Lingua Franca

Seattle’s Historic Chinook Jargon Is Having a Moment

The Pacific Northwest’s very own trade language never went away.

04/21/2025 By Bess Lovejoy

Feature

The Endurance Trials of Rosalie Fish

A painted face and fleet feet made the runner a precocious advocate for missing and murdered Indigenous women. But even as her public activism has gained traction, she confronts new tests of her resilience.

01/18/2023 By Benjamin Cassidy Photography by Lindsey Wasson

Essay

The Politics of Paying Real Rent Duwamish

Why a simple act belies a complicated history.

11/22/2022 By Colleen Kimseylove

Fruit Forward

The Complete Guide to Pacific Northwest Berries

How we eat, harvest, and love our juiciest local fruits, from strawberries to huckleberries and everything sweet in between.

05/19/2022 By Allison Williams Photography by Carlton Canary

2022 Legislative Session

A Missing Indigenous People Alert Is Coming to a Highway, or Phone, Near You

Somehow, this did not exist yet.

04/04/2022 By Benjamin Cassidy

Coming Together

A Discovery Park Peace Offering

A plan to create a public park on a former military site ended decades of discord on Magnolia Bluff.

03/07/2022 By Benjamin Cassidy and Angela Cabotaje

Feature

The Race to Free Washington's Last Orca in Captivity

A southern resident's violent capture off Whidbey Island was the original sin of a now-defunct local industry. Decades later, a Lummi-led effort to bring her home is on the verge of an improbable breakthrough.

02/08/2022 By Benjamin Cassidy

Enclaves

Chief Seattle Club Builds a 'Home' to Combat Indigenous Homelessness

The nonprofit's ?ál?al project, a culturally attuned affordable housing development, is set to open soon in Pioneer Square.

09/21/2021 By Benjamin Cassidy

Native Names

This Land Is Their Land: The Rise of Land Acknowledgments in the PNW

A growing wave of Indigenous acknowledgments tie outdoor recreation to the tribes that first lived here—but just saying so isn’t enough.

06/29/2021 By Allison Williams

Pandemic PSA

Fill Out Your Damn Census Forms, Seattle

Don't let the virus weaken our representation too.

04/01/2020 By Benjamin Cassidy

ACE-HIGH SOCIALITE

6 Famous Figures on Buffalo Bill's Contact List

An army scout turned consummate showman, Cody knew practically everyone worth knowing in the West.

02/26/2020 By Allison Williams

archival revival

Seattle's National Archives and the Fight to Keep History Here

The announcement has many organizations and tribes looking for ways to stop the closure.

02/13/2020 By Marisa Comeau-Kerege

The Early Years

3 Seattle Pioneers You Need to Know

How Lizzie Ordway, Emily Inez Denny, and Princess Angeline made their marks before the turn of the century.

11/26/2019 By Sam Jones, Allison Williams, and Rosin Saez

Lake Town

Oregon Mountain Hideaway Joseph Is Worth an Underwater Look

And glass-bottomed kayaks oblige.

09/24/2019 By Allison Williams

Lit Life

Meet Hugo House's New Poet-in-Residence

Laura Da' talks writing in Seattle.

08/20/2019 By Stefan Milne

A Time Before Rainier

Should Mount Rainier Revert to Its Original Moniker?

Local Indian tribes lived around a mountain they called Tahoma for centuries, and their legacy struggles to hold on.

07/23/2019 By Allison Williams

Feature

Women Erased: How Washington Has Failed Missing Native Women

More Native American women have been counted as missing or murdered in Washington state than almost anywhere in the country. Authorities are at a loss on how to track, let alone stop, the trend. Can the plight of activists change that?

12/18/2018 By Hayat Norimine Photography by Lindsey Wasson

Criminal Justice

Report: No One Knows How Many Native Women Are Missing or Murdered

"I'm not going to wait for the state," Echo-Hawk said. "Our women deserve justice now."

11/16/2018 By Hayat Norimine

Seattle Lexicon

How to Pronounce Puyallup

How to really say local place names, including one that rhymes with “cocaine.”

09/21/2018 By Allison Williams

Feature

The Kings of Suicide Hill: Inside the Famous—and Deadly—Omak Stampede

It’s called the World Famous Suicide Race, a harrowing horseback contest between Native American riders in Washington’s most infamous rodeo. In 2017, one teenager has four days to defend a way of life and keep a family legacy alive.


Print every entry word for word, but omit the pictures.
Segment Start: Input for this task
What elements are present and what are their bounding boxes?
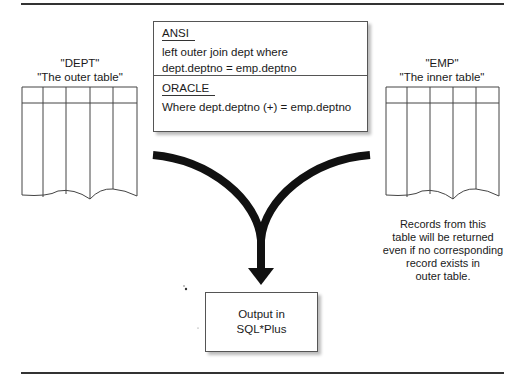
output-line-1: Output in: [237, 307, 287, 322]
oracle-heading: ORACLE: [162, 81, 215, 96]
inner-table-note: Records from this table will be returned…: [378, 218, 508, 283]
arrowhead-icon: [248, 268, 274, 285]
speck: [183, 285, 184, 286]
speck: [185, 288, 187, 290]
note-line: Records from this: [378, 218, 508, 231]
note-line: even if no corresponding: [378, 244, 508, 257]
sql-syntax-box: ANSI left outer join dept where dept.dep…: [153, 21, 368, 132]
ansi-line-2: dept.deptno = emp.deptno: [162, 60, 367, 76]
speck: [197, 327, 198, 328]
note-line: outer table.: [378, 270, 508, 283]
note-line: table will be returned: [378, 231, 508, 244]
ansi-section: ANSI left outer join dept where dept.dep…: [154, 25, 367, 76]
ansi-heading: ANSI: [162, 26, 195, 41]
sql-divider: [154, 75, 367, 76]
oracle-line-1: Where dept.deptno (+) = emp.deptno: [162, 99, 367, 115]
output-line-2: SQL*Plus: [237, 322, 287, 337]
output-box: Output in SQL*Plus: [205, 292, 318, 352]
merge-arrow-icon: [153, 155, 370, 270]
dept-table-icon: [22, 87, 137, 199]
note-line: record exists in: [378, 257, 508, 270]
emp-table-icon: [386, 87, 499, 199]
oracle-section: ORACLE Where dept.deptno (+) = emp.deptn…: [154, 80, 367, 115]
ansi-line-1: left outer join dept where: [162, 44, 367, 60]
Segment End: Input for this task
> Answer
What elements are present and what are their bounding boxes?
output-line-1: Output in: [237, 307, 287, 322]
oracle-heading: ORACLE: [162, 81, 215, 96]
inner-table-note: Records from this table will be returned…: [378, 218, 508, 283]
arrowhead-icon: [248, 268, 274, 285]
speck: [183, 285, 184, 286]
speck: [185, 288, 187, 290]
note-line: Records from this: [378, 218, 508, 231]
note-line: even if no corresponding: [378, 244, 508, 257]
sql-syntax-box: ANSI left outer join dept where dept.dep…: [153, 21, 368, 132]
ansi-line-2: dept.deptno = emp.deptno: [162, 60, 367, 76]
speck: [197, 327, 198, 328]
note-line: outer table.: [378, 270, 508, 283]
note-line: table will be returned: [378, 231, 508, 244]
ansi-section: ANSI left outer join dept where dept.dep…: [154, 25, 367, 76]
ansi-heading: ANSI: [162, 26, 195, 41]
sql-divider: [154, 75, 367, 76]
oracle-line-1: Where dept.deptno (+) = emp.deptno: [162, 99, 367, 115]
output-line-2: SQL*Plus: [237, 322, 287, 337]
output-box: Output in SQL*Plus: [205, 292, 318, 352]
merge-arrow-icon: [153, 155, 370, 270]
dept-table-icon: [22, 87, 137, 199]
note-line: record exists in: [378, 257, 508, 270]
emp-table-icon: [386, 87, 499, 199]
oracle-section: ORACLE Where dept.deptno (+) = emp.deptn…: [154, 80, 367, 115]
ansi-line-1: left outer join dept where: [162, 44, 367, 60]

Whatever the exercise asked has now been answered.